If ... If ... If ...
Posted: January 24th, 2010, 1:52 am
As I have written here before, from time to time I enjoy reading from books like The incredible Shrinking Son of Man by Robert M Price, for their perspective on the early years of Christianity: who was Jesus, was there Jesus, how Christianity came about, where it came from, who chose the canon and why, who wrote the canon books, what happened to the others, and so on.
What matters to me as a seeker is not this stuff per se, but the effects on me, on my path, of the Teachers and the Teachings that are in my path (that are my path?).
But still, as a person with an active brain (“I am Stefan, therefore I think” -- Stefan sum, ergo cogito), I confess this stuff does interest me. What actually happened back then? Who really was there? How do we know? As I have written elsewhere on TZF I am particularly interested in the Judas phenomenon, mostly because the story as it is presented to us in Sunday schools and from pulpits makes no sense at all.
Anyway, here is a brief selection from Price's book that caught my attention the other evening as I was reading before a night's sleep.
What matters to me as a seeker is not this stuff per se, but the effects on me, on my path, of the Teachers and the Teachings that are in my path (that are my path?).
But still, as a person with an active brain (“I am Stefan, therefore I think” -- Stefan sum, ergo cogito), I confess this stuff does interest me. What actually happened back then? Who really was there? How do we know? As I have written elsewhere on TZF I am particularly interested in the Judas phenomenon, mostly because the story as it is presented to us in Sunday schools and from pulpits makes no sense at all.

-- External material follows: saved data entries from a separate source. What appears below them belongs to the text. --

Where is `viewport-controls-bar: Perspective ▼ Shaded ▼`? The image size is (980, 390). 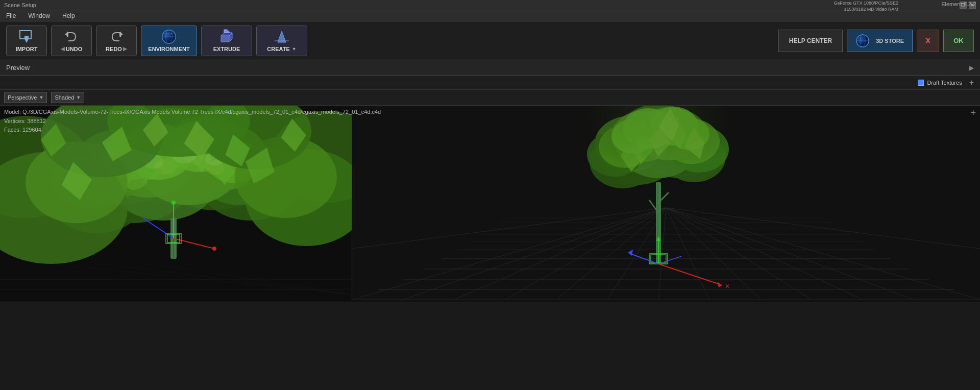
viewport-controls-bar: Perspective ▼ Shaded ▼ is located at coordinates (490, 98).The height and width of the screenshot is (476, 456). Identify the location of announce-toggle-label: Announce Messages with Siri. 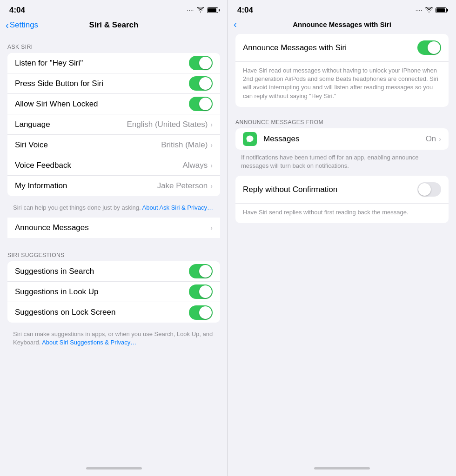
(330, 48).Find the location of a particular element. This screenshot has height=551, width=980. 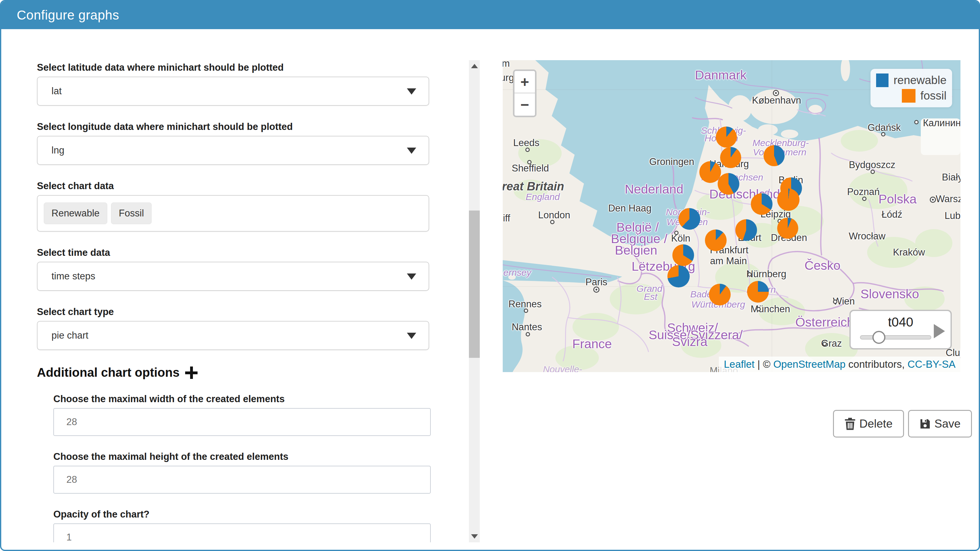

map-attribution: Leaflet | © OpenStreetMap contributors, … is located at coordinates (840, 364).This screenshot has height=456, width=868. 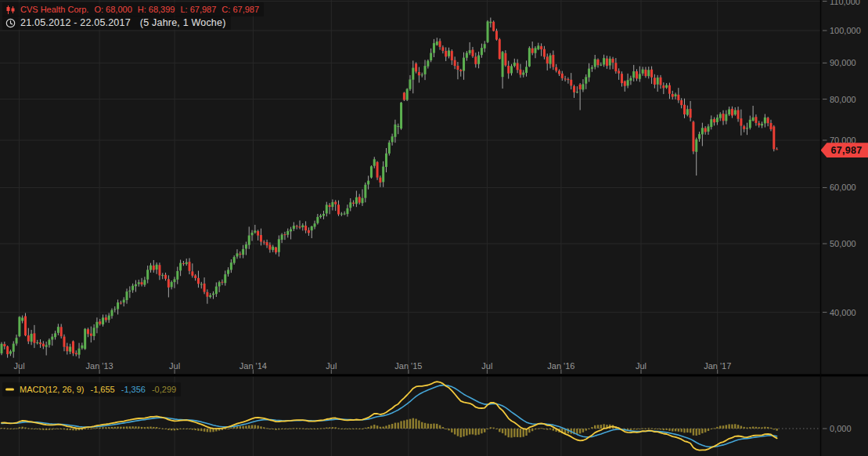 I want to click on price-tick-label: 90,000, so click(x=843, y=63). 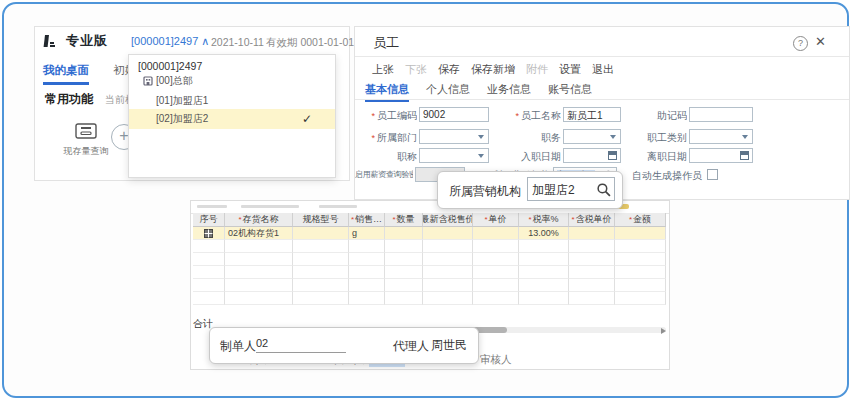 What do you see at coordinates (430, 266) in the screenshot?
I see `table-body: 02机构存货1g13.00%` at bounding box center [430, 266].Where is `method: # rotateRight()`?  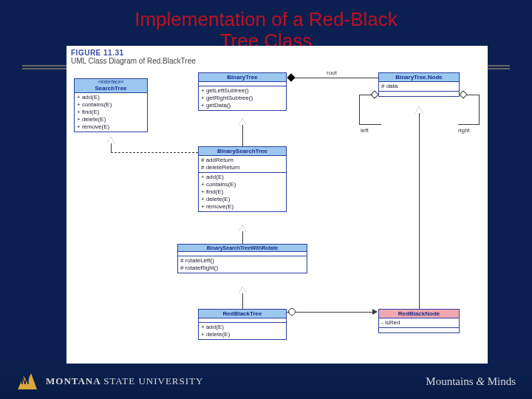
method: # rotateRight() is located at coordinates (242, 268).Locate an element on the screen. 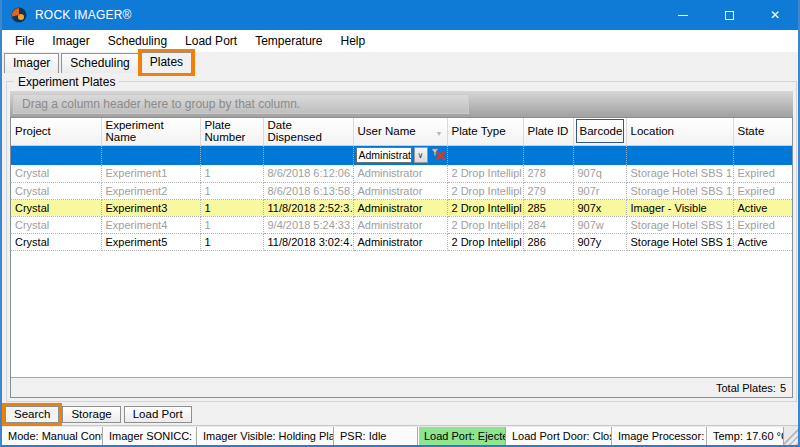  table-cell: 284 is located at coordinates (548, 224).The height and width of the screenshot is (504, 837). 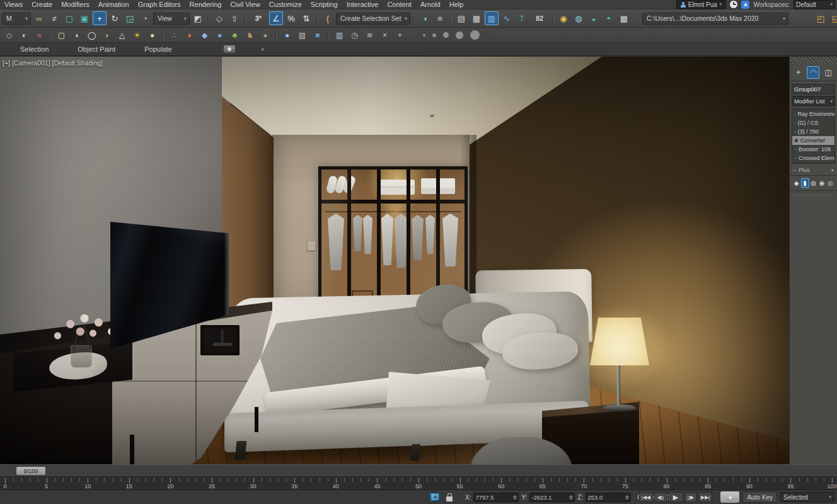 I want to click on pin-stack-button: ◆, so click(x=797, y=183).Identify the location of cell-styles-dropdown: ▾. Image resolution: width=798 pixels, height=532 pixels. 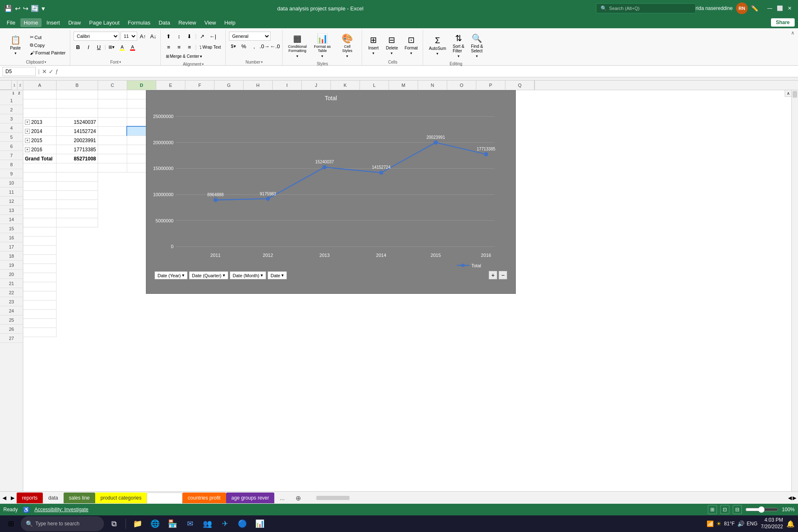
(347, 56).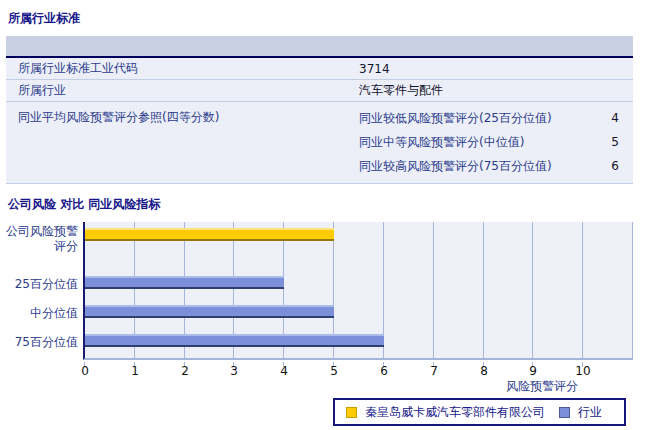  Describe the element at coordinates (455, 412) in the screenshot. I see `legend-label-company: 秦皇岛威卡威汽车零部件有限公司` at that location.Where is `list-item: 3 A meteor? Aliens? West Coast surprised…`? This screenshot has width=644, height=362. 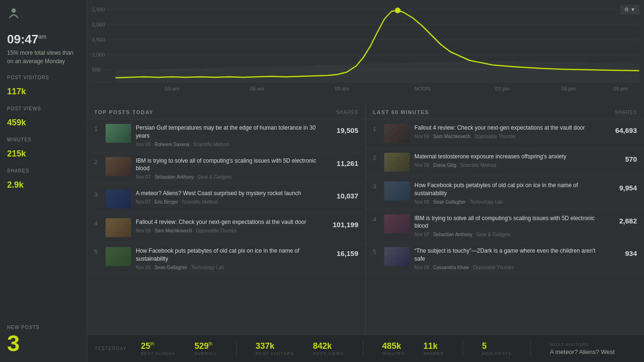
list-item: 3 A meteor? Aliens? West Coast surprised… is located at coordinates (226, 199).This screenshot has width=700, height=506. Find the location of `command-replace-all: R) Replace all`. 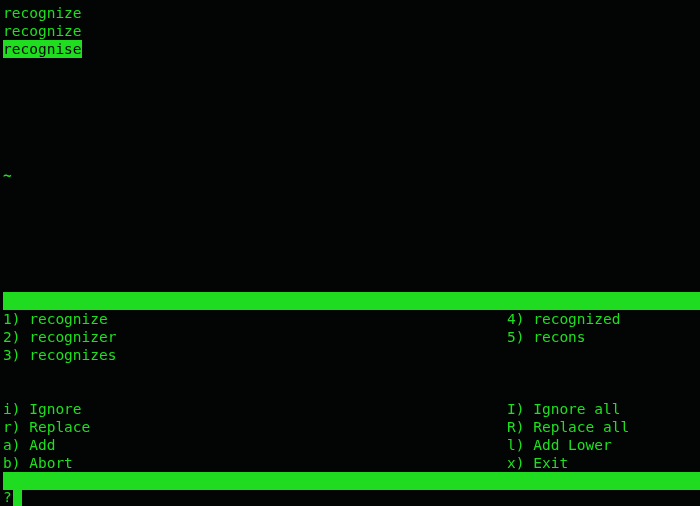

command-replace-all: R) Replace all is located at coordinates (604, 427).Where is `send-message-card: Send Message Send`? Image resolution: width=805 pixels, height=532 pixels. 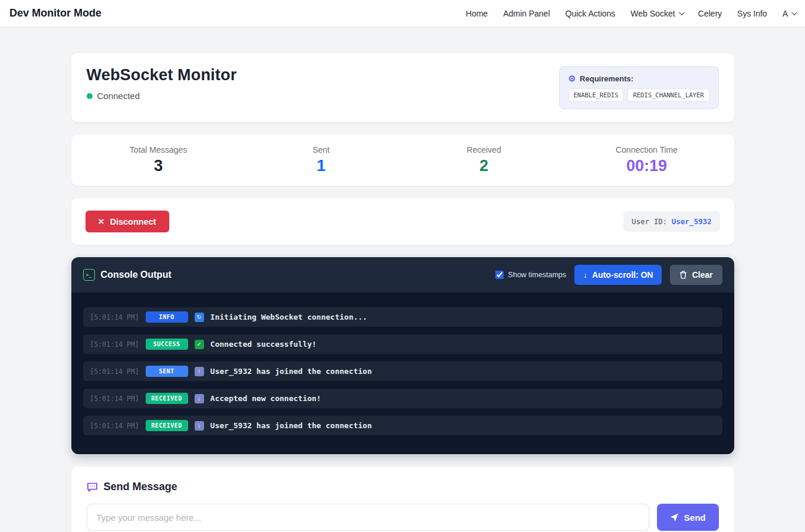 send-message-card: Send Message Send is located at coordinates (403, 499).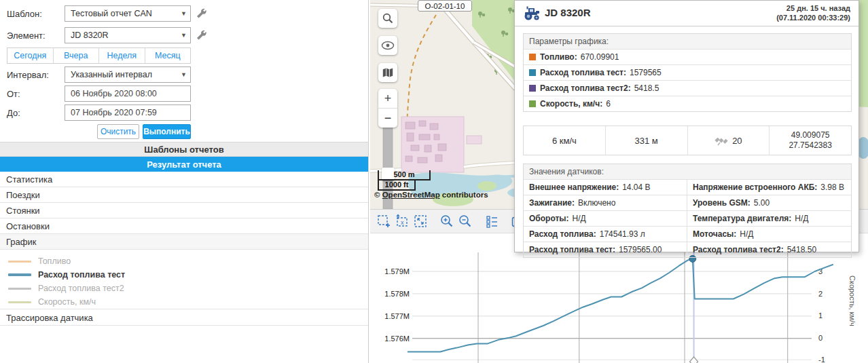 The height and width of the screenshot is (363, 868). What do you see at coordinates (738, 250) in the screenshot?
I see `sensor-label: Расход топлива тест2:` at bounding box center [738, 250].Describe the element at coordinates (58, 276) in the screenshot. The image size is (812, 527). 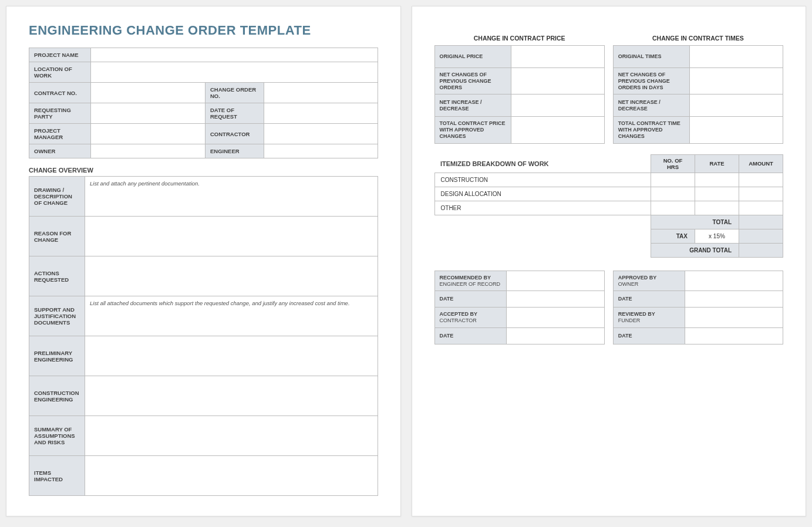
I see `actions-label: ACTIONS REQUESTED` at that location. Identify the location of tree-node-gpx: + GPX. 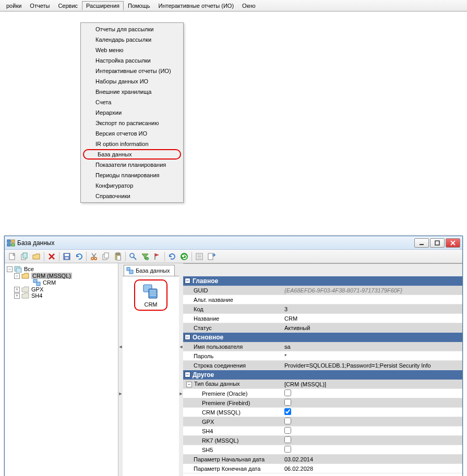
(62, 289).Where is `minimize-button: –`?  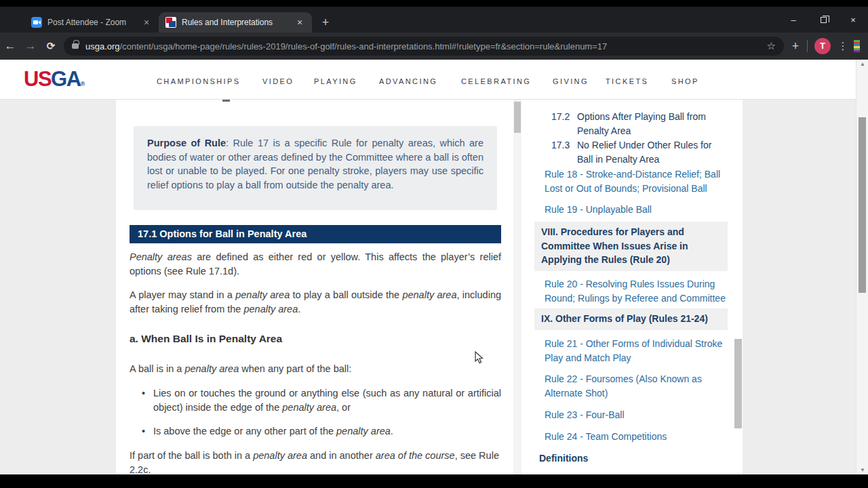
minimize-button: – is located at coordinates (793, 20). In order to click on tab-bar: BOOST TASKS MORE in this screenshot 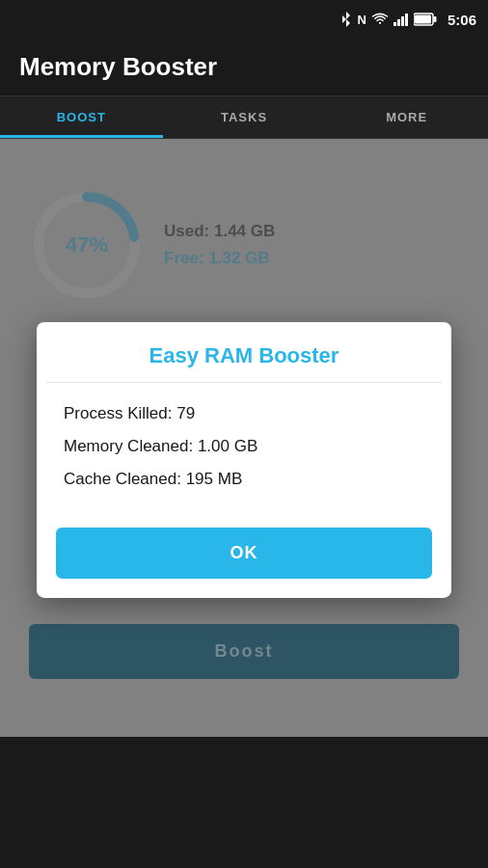, I will do `click(244, 118)`. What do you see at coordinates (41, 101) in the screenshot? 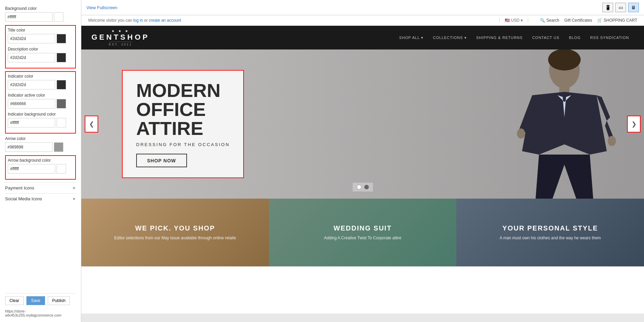
I see `indicator-active-section: Indicator active color` at bounding box center [41, 101].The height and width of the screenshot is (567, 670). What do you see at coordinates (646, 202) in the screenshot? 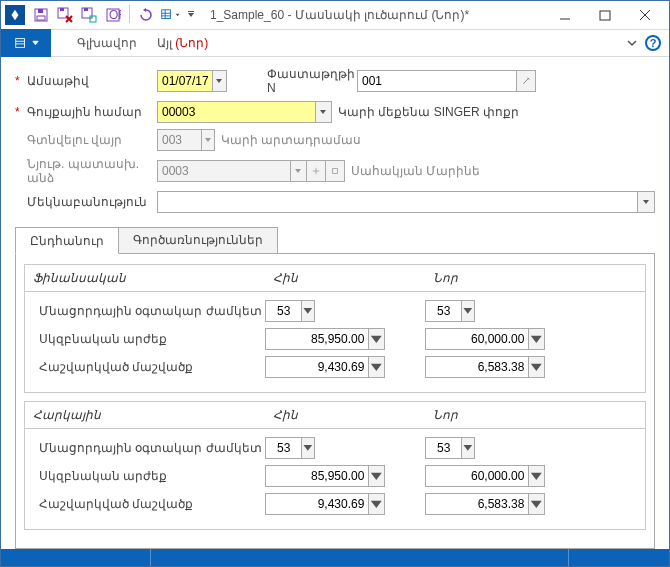
I see `comment-dropdown-icon` at bounding box center [646, 202].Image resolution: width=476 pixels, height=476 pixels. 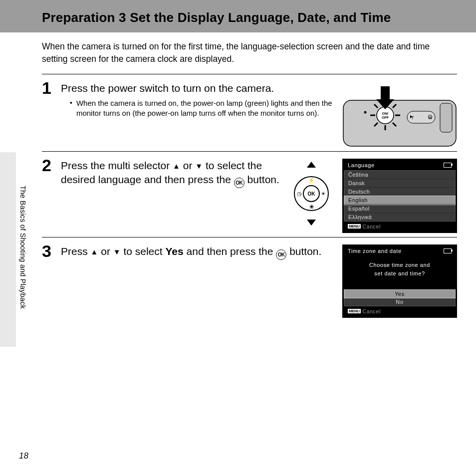 What do you see at coordinates (400, 209) in the screenshot?
I see `lang-option: Español` at bounding box center [400, 209].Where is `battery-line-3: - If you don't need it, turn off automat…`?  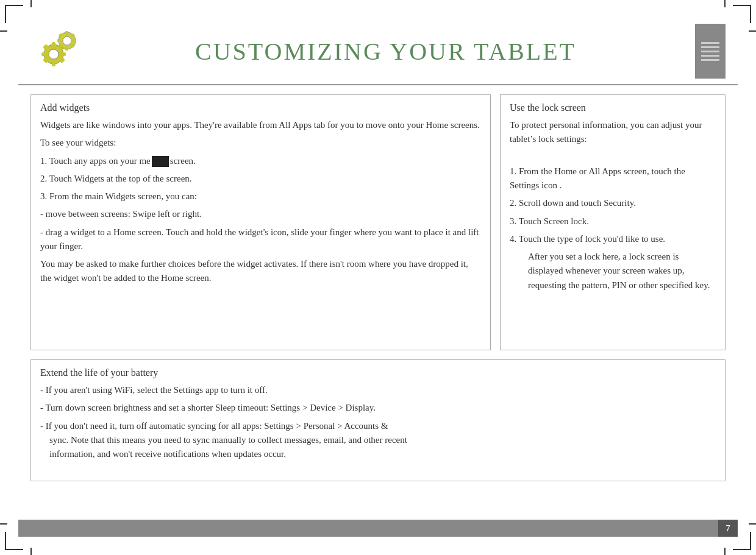
battery-line-3: - If you don't need it, turn off automat… is located at coordinates (378, 440).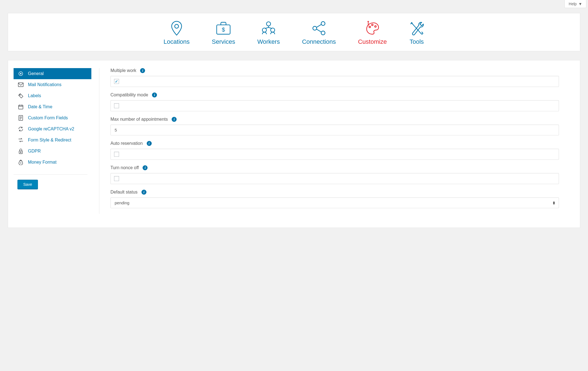 This screenshot has height=371, width=588. What do you see at coordinates (139, 119) in the screenshot?
I see `field-label-text: Max number of appointments` at bounding box center [139, 119].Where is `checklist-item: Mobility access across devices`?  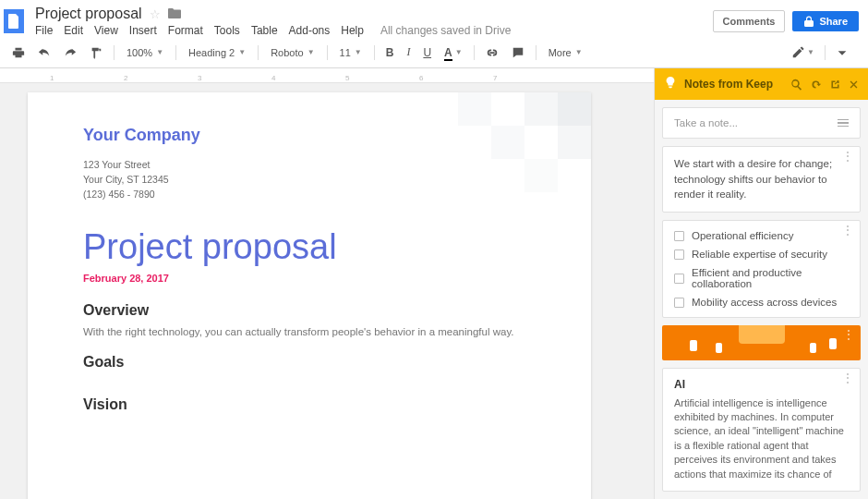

Anyway, here is a brief selection from Price's book that caught my attention the other evening as I was reading before a night's sleep.
But if our goal is that of the historian striving to establish the facts of Jesus and Christian origins, we must admit there is precious little help for us in the Gospels. Among our pathmarks are Mark 12:35-37, which repudiates the Davidic descent of the Messiah. If Jesus was thought to have ever said that, then we can dismiss Matthew's and Luke's genealogies tracing Jesus back to David. If Jesus was thought to have spoken the words of Mark 8:11-12, “I tell you, no sign shall be given to this generation,” then we must reject all the stories in which he does supply miracles. If, as Rom. 1:4, Acts 2:36, 3:26 preserve, Christians once believed Jesus had become the Messiah as of his resurrection, then all passages that have him claiming messiahship during his ministry must be judged spurious. If Mark 16:1-8 rules out any resurrection appearances (had there been any resurrection appearances circulating in Mark's time, he would have used them), then the embellishments of Matthew, John, and Luke cannot be accepted. If Jesus was believed to have renounced all apocalyptic speculation (“The kingdom of God is not coming with signs to be observed,” Luke 17:20), then the Olivet Discourse is someone else's. If the coast was clear even to pretend that Jesus said, “Go nowhere among the Gentiles, and set foot in no village of the Samaritans” (Matt. 10:5), then how can we credit the parable of the Good Samaritan to the historical Jesus? If the earliest known version of resurrection faith had Jesus raised as a spirit (1 Cor. 15:45, 50), then all the gospel tales of his physical resurrection must be dismissed.